A token is an arbitrary bit of text that is used to access resources. Each token has a scope which describes which resources are accessible with it. A token may be revoked at anytime and is valid for a finite duration.

While Keystone supports token-based authentication in this release, the intention is for it to support additional protocols in the future. The desire is for it to be an integration service, and not a full-fledged identity store and management solution.

The service catalog lists the services you have access to

We optimized for future flexibility around the hierarchy. So we left the design as a flat list of endpoints with attributes and the consumer can categorize as they need. This results in potential duplication (such as with the version/@list) but we acceopt that normalization cost in order to not force an artificial hierarchy (suchas on region, which can be optional).

                                                                       

A list of services.

A list of endpoints.

The OpenStack-registered type (e.g. 'compute', 'object-store', etc).

The commercial service name (e.g. 'My Nova Cloud Servers').

The name of the region where the endpoint lives. Example: airport codes; LHR (UK), STL (Saint Louis)

The publically accessible service URL.

A service URL, accessible only locally within that cloud (generally over a high bandwidth, low latency, free of charge link).

An Admin URL (used for administration using privileged calls). This may expose additional functionality not found in the public and internal URL.

An extensible service type allows all of the strings defined in ServiceType or an alias prefixed status.

The type for an OpenStack Compute API 1.1 compatible service.

The type for a Swift-compatible service.

The type for a Glance-compatible service

The type for a Keystone-compatible service.

A non-core service type which must contain an extension prefix.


Task objective
Produce a copy of every line in the records that holds the string "Backorders".

Source records
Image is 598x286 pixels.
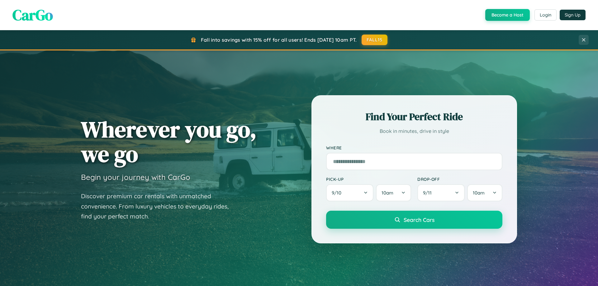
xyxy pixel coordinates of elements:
[326,176,411,182] label: Pick-up
[381,190,393,196] span: 10am
[331,190,344,196] span: 9 / 10
[423,190,434,196] span: 9 / 11
[376,184,411,201] button: 10am
[81,172,190,182] h3: Begin your journey with CarGo
[467,184,502,201] button: 10am
[417,184,464,201] button: 9/11
[534,9,556,21] button: Login
[326,127,502,136] p: Book in minutes, drive in style
[326,110,502,124] h2: Find Your Perfect Ride
[326,184,373,201] button: 9/10
[81,191,237,222] p: Discover premium car rentals with unmatched convenience. From luxury vehicles to everyday rides, ...
[559,10,585,20] button: Sign Up
[12,5,53,25] span: CarGo
[361,35,387,45] button: FALL15
[201,37,357,43] span: Fall into savings with 15% off for all users! Ends [DATE] 10am PT.
[81,117,256,166] h1: Wherever you go, we go
[417,176,502,182] label: Drop-off
[485,9,529,21] button: Become a Host
[326,211,502,229] button: Search Cars
[326,145,502,150] label: Where
[403,216,434,223] span: Search Cars
[472,190,484,196] span: 10am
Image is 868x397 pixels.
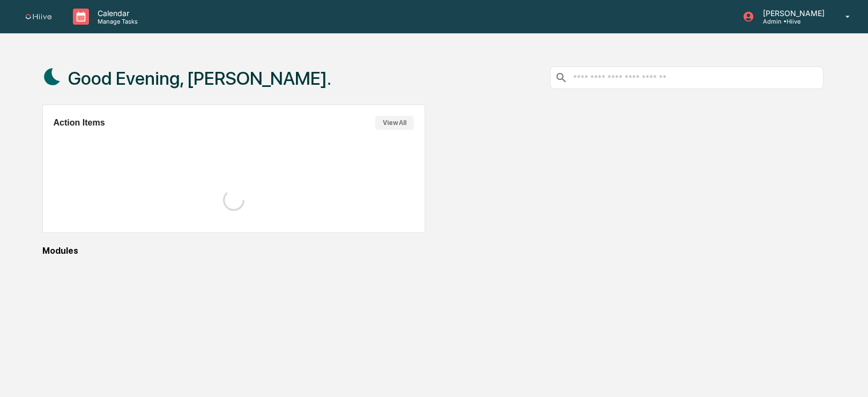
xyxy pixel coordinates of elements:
[754,18,830,25] p: Admin • Hiive
[754,9,830,18] p: [PERSON_NAME]
[89,9,143,18] p: Calendar
[54,118,105,128] h2: Action Items
[26,14,51,20] img: logo
[89,18,143,25] p: Manage Tasks
[375,116,414,130] button: View All
[68,68,331,89] h1: Good Evening, [PERSON_NAME].
[42,246,823,256] div: Modules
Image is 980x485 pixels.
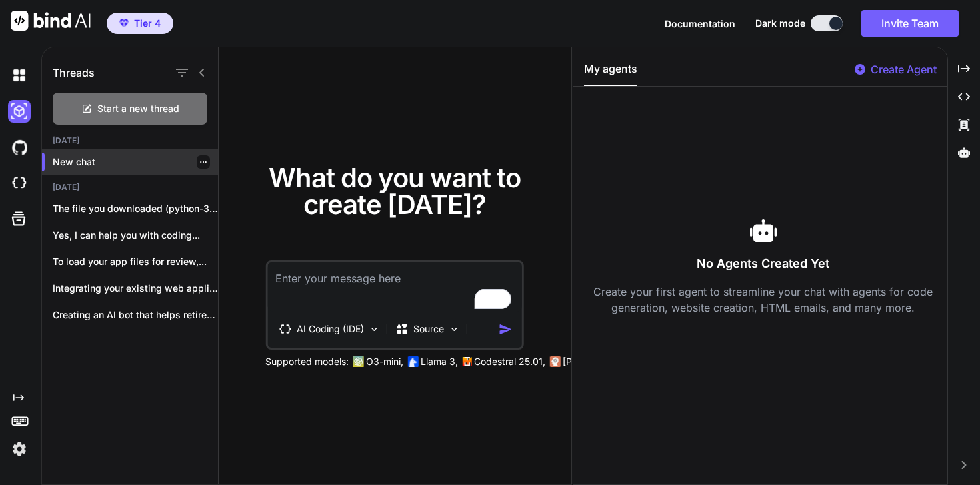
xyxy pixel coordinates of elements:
p: Create Agent [870,61,936,77]
button: My agents [584,60,637,86]
p: Supported models: [265,356,348,369]
p: Llama 3, [420,356,458,369]
img: cloudideIcon [8,172,31,195]
img: settings [8,438,31,460]
p: Create your first agent to streamline your chat with agents for code generation, website creation... [584,284,941,316]
p: Source [413,323,444,336]
span: Documentation [664,18,735,29]
span: What do you want to create [DATE]? [268,161,521,220]
textarea: To enrich screen reader interactions, please activate Accessibility in Grammarly extension settings [268,262,522,312]
p: Integrating your existing web application into a... [52,282,218,295]
h3: No Agents Created Yet [584,254,941,273]
button: Invite Team [861,10,958,36]
button: Documentation [664,17,735,31]
h1: Threads [52,65,95,81]
h2: [DATE] [42,182,218,193]
p: O3-mini, [366,356,403,369]
h2: [DATE] [42,135,218,146]
p: Codestral 25.01, [474,356,545,369]
p: [PERSON_NAME] 3.7 Sonnet, [563,356,692,369]
img: Bind AI [11,11,91,31]
img: icon [499,323,513,337]
img: GPT-4 [353,356,364,367]
p: The file you downloaded (python-3.13.7-macos11.pkg.asc) is NOT... [52,202,218,215]
p: AI Coding (IDE) [297,323,364,336]
span: Tier 4 [134,17,161,30]
img: premium [119,20,129,28]
button: premiumTier 4 [107,12,173,34]
img: darkAi-studio [8,100,31,123]
p: Creating an AI bot that helps retirees... [52,308,218,322]
span: Start a new thread [97,102,180,116]
img: githubDark [8,136,31,159]
p: New chat [52,156,218,169]
img: Pick Models [448,324,459,335]
img: Llama2 [407,356,418,367]
img: darkChat [8,64,31,87]
img: Pick Tools [368,324,379,335]
img: Mistral-AI [462,357,471,366]
img: claude [549,356,560,367]
p: To load your app files for review,... [52,255,218,268]
span: Dark mode [755,17,805,30]
p: Yes, I can help you with coding... [52,228,218,242]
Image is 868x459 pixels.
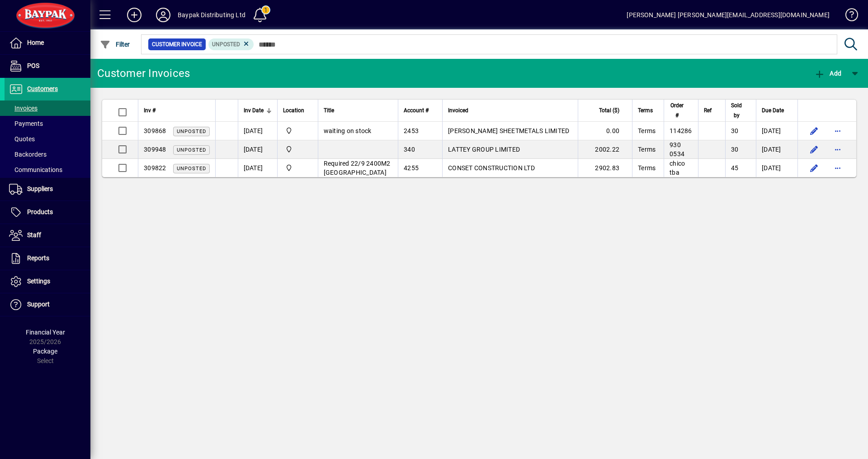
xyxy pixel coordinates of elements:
[4,178,90,200] a: Suppliers
[404,164,419,172] span: 4255
[9,104,37,112] span: Invoices
[756,159,798,177] td: [DATE]
[284,126,312,135] span: Baypak - Onekawa
[208,38,254,50] mat-chip: Customer Invoice Status: Unposted
[762,106,793,115] div: Due Date
[448,106,468,115] span: Invoiced
[9,151,47,158] span: Backorders
[284,144,312,154] span: Baypak - Onekawa
[323,160,391,176] span: Required 22/9 2400M2 [GEOGRAPHIC_DATA]
[4,270,90,292] a: Settings
[323,128,372,134] span: waiting on stock
[731,164,739,172] span: 45
[807,123,822,138] button: Edit
[177,166,206,172] span: Unposted
[704,106,712,115] span: Ref
[731,101,742,121] span: Sold by
[831,123,845,138] button: More options
[4,116,90,131] a: Payments
[638,106,653,115] span: Terms
[731,146,739,153] span: 30
[762,106,784,115] span: Due Date
[448,128,570,134] span: [PERSON_NAME] SHEETMETALS LIMITED
[244,106,264,115] span: Inv Date
[807,142,822,156] button: Edit
[149,7,178,23] button: Profile
[9,166,62,174] span: Communications
[669,101,693,121] div: Order #
[831,142,845,156] button: More options
[448,106,572,115] div: Invoiced
[813,65,844,82] button: Add
[638,164,656,172] span: Terms
[238,141,277,159] td: [DATE]
[807,161,822,175] button: Edit
[27,85,58,92] span: Customers
[756,141,798,159] td: [DATE]
[4,224,90,246] a: Staff
[839,2,857,31] a: Knowledge Base
[669,160,685,176] span: chico tba
[284,106,312,115] div: Location
[731,101,751,121] div: Sold by
[144,146,166,153] span: 309948
[27,208,53,215] span: Products
[4,147,90,162] a: Backorders
[4,101,90,116] a: Invoices
[238,121,277,141] td: [DATE]
[27,254,49,261] span: Reports
[26,329,65,336] span: Financial Year
[144,106,210,115] div: Inv #
[152,40,202,49] span: Customer Invoice
[578,141,632,159] td: 2002.22
[599,106,620,115] span: Total ($)
[9,135,35,142] span: Quotes
[27,232,41,239] span: Staff
[4,293,90,316] a: Support
[178,8,245,23] div: Baypak Distributing Ltd
[27,185,53,193] span: Suppliers
[731,128,739,134] span: 30
[238,159,277,177] td: [DATE]
[448,164,535,172] span: CONSET CONSTRUCTION LTD
[212,41,240,48] span: Unposted
[33,348,57,355] span: Package
[177,148,206,153] span: Unposted
[144,164,166,172] span: 309822
[4,201,90,224] a: Products
[98,36,133,53] button: Filter
[144,106,155,115] span: Inv #
[404,106,437,115] div: Account #
[669,128,693,134] span: 114286
[4,131,90,147] a: Quotes
[578,159,632,177] td: 2902.83
[4,162,90,177] a: Communications
[27,39,44,46] span: Home
[9,120,43,128] span: Payments
[27,62,39,69] span: POS
[144,128,166,134] span: 309868
[27,300,49,308] span: Support
[404,146,415,153] span: 340
[669,101,685,121] span: Order #
[578,121,632,141] td: 0.00
[638,146,656,153] span: Terms
[323,106,393,115] div: Title
[669,141,685,158] span: 930 0534
[4,247,90,270] a: Reports
[4,55,90,77] a: POS
[284,163,312,173] span: Baypak - Onekawa
[27,278,50,285] span: Settings
[404,128,419,134] span: 2453
[638,128,656,134] span: Terms
[284,106,304,115] span: Location
[704,106,720,115] div: Ref
[448,146,520,153] span: LATTEY GROUP LIMITED
[404,106,428,115] span: Account #
[4,32,90,55] a: Home
[100,41,130,48] span: Filter
[177,128,206,134] span: Unposted
[244,106,271,115] div: Inv Date
[756,121,798,141] td: [DATE]
[831,161,845,175] button: More options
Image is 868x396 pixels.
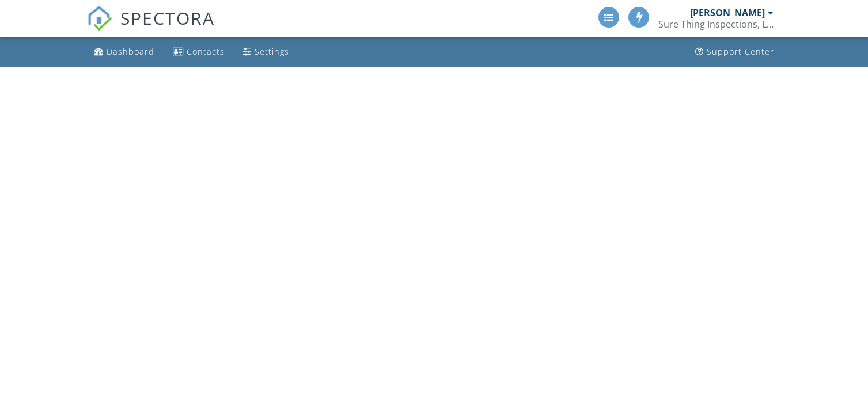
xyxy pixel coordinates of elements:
div: Support Center [707,46,774,57]
div: Contacts [186,46,225,57]
div: Sure Thing Inspections, LLC [658,18,773,30]
div: [PERSON_NAME] [690,7,765,18]
a: Settings [239,42,294,63]
a: Support Center [691,42,779,63]
span: SPECTORA [120,6,215,30]
a: SPECTORA [87,16,215,39]
a: Dashboard [89,42,159,63]
div: Settings [254,46,289,57]
img: The Best Home Inspection Software - Spectora [87,6,112,31]
a: Contacts [168,42,229,63]
div: Dashboard [107,46,155,57]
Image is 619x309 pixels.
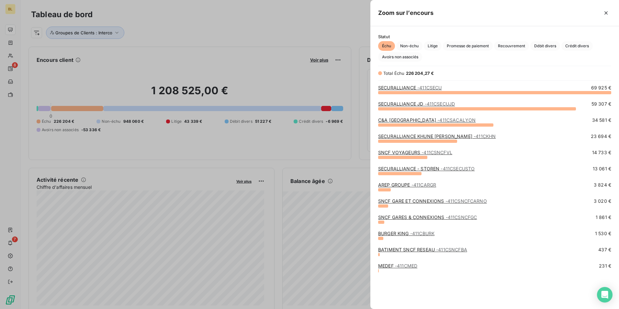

Finished task
[9,151,47,158] span: Backorders
[4,147,90,162] a: Backorders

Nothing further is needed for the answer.